July 25, 2013
MGMT640
Executive Summary
In corporate finance, both ratio and financial statement analysis are important tools that can be used in order to assess a company’s strength financially. They can be used in order to forecast a business’ prospective cash flow and ability to grow in the future, as well as a company’s strengths and weaknesses. Income statements, balance sheets, the statement of retained earnings, and the statement of cash flows are the four primary types of financial statements used in corporate finance. All of these financial statements serve to analyze a firm’s cash flows from different perspectives and are all interrelated. Ratio analysis, another important tool in financial analysis, analyzes the probability that a firm will be profitable or not. The different kinds of ratios used are liquidity ratios, efficiency ratios, leverage ratios, profitability ratios, and market-value indicators, with each type including various different specific ratios that one can calculate when examining a firm’s operability. Both the financial statements and ratio analysis offer an analysis of a firm’s finances at a particular point in time, while also forecasting its financial stability in the future. Another advantage is that they allow a firm’s finance team to compare its finances to that of other similar companies, known as benchmarks, in order to value the strength of their firm in the marketplace. However, financial statements and ratio analysis can also lack in their accuracy since financial analysis is often based on historical figures from the past several years and thus only offer the prospective financial future rather than concrete data since often a firm’s finances are based on the ever-changing marketplace or other factors not in control of the firm’s managers, such as economic conditions.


* _Work task_: Working from the entries that follow, transcribe exactly and only the lines from the one with "This screenshot has width=1124, height=538." through the last, pictures excluded.

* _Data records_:
*****
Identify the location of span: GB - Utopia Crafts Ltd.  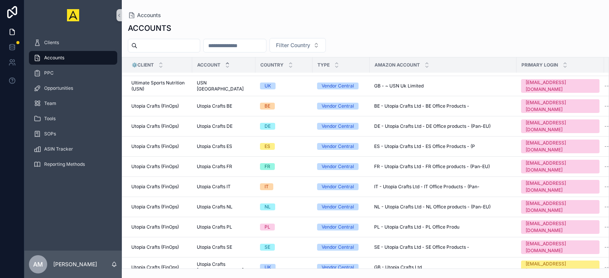
(398, 268).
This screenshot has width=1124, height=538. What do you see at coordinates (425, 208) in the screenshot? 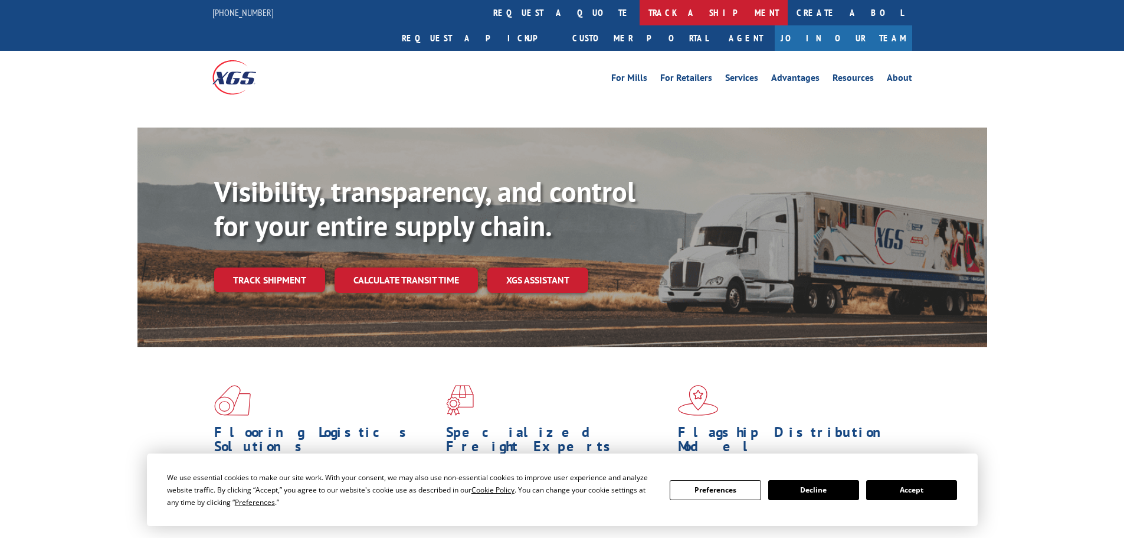
I see `b: Visibility, transparency, and control for your entire supply chain.` at bounding box center [425, 208].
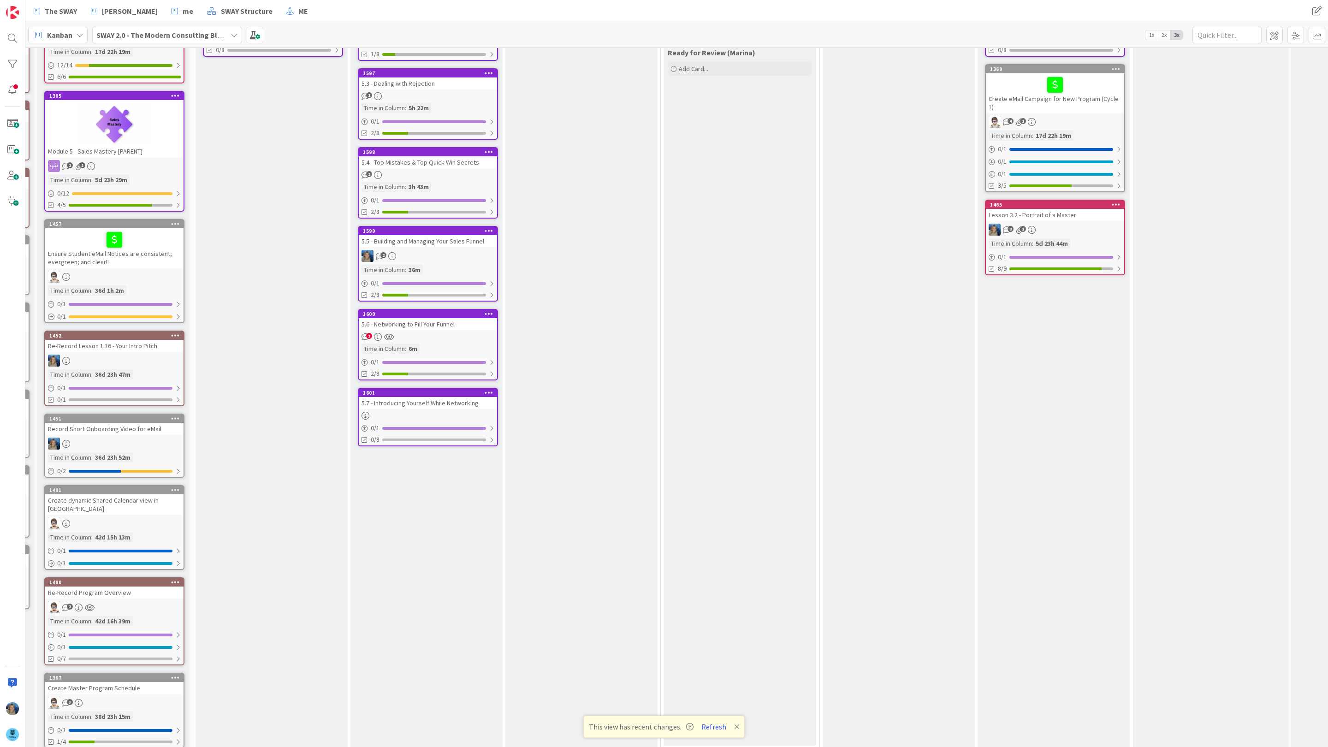 This screenshot has height=747, width=1328. I want to click on div: 42d 16h 39m, so click(113, 621).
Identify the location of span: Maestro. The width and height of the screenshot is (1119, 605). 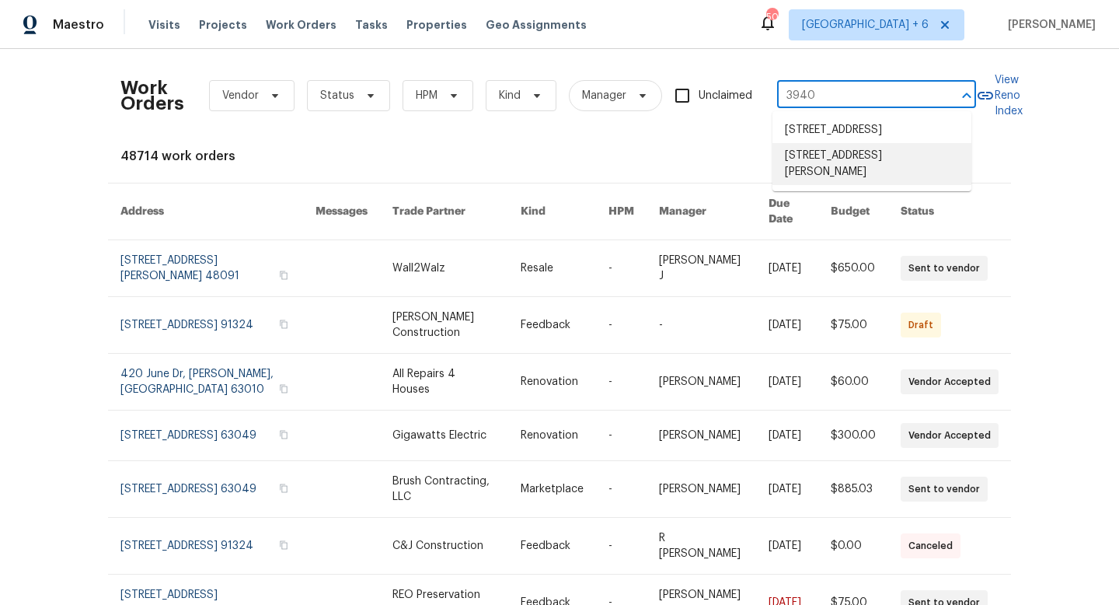
(79, 25).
*****
* _Answer to the problem_:
This screenshot has width=1124, height=538. What do you see at coordinates (425, 208) in the screenshot? 
I see `b: Visibility, transparency, and control for your entire supply chain.` at bounding box center [425, 208].
 This screenshot has height=747, width=1328. I want to click on div: 42d 16h 39m, so click(113, 621).
Identify the location of span: Maestro. The width and height of the screenshot is (1119, 605). 
(79, 25).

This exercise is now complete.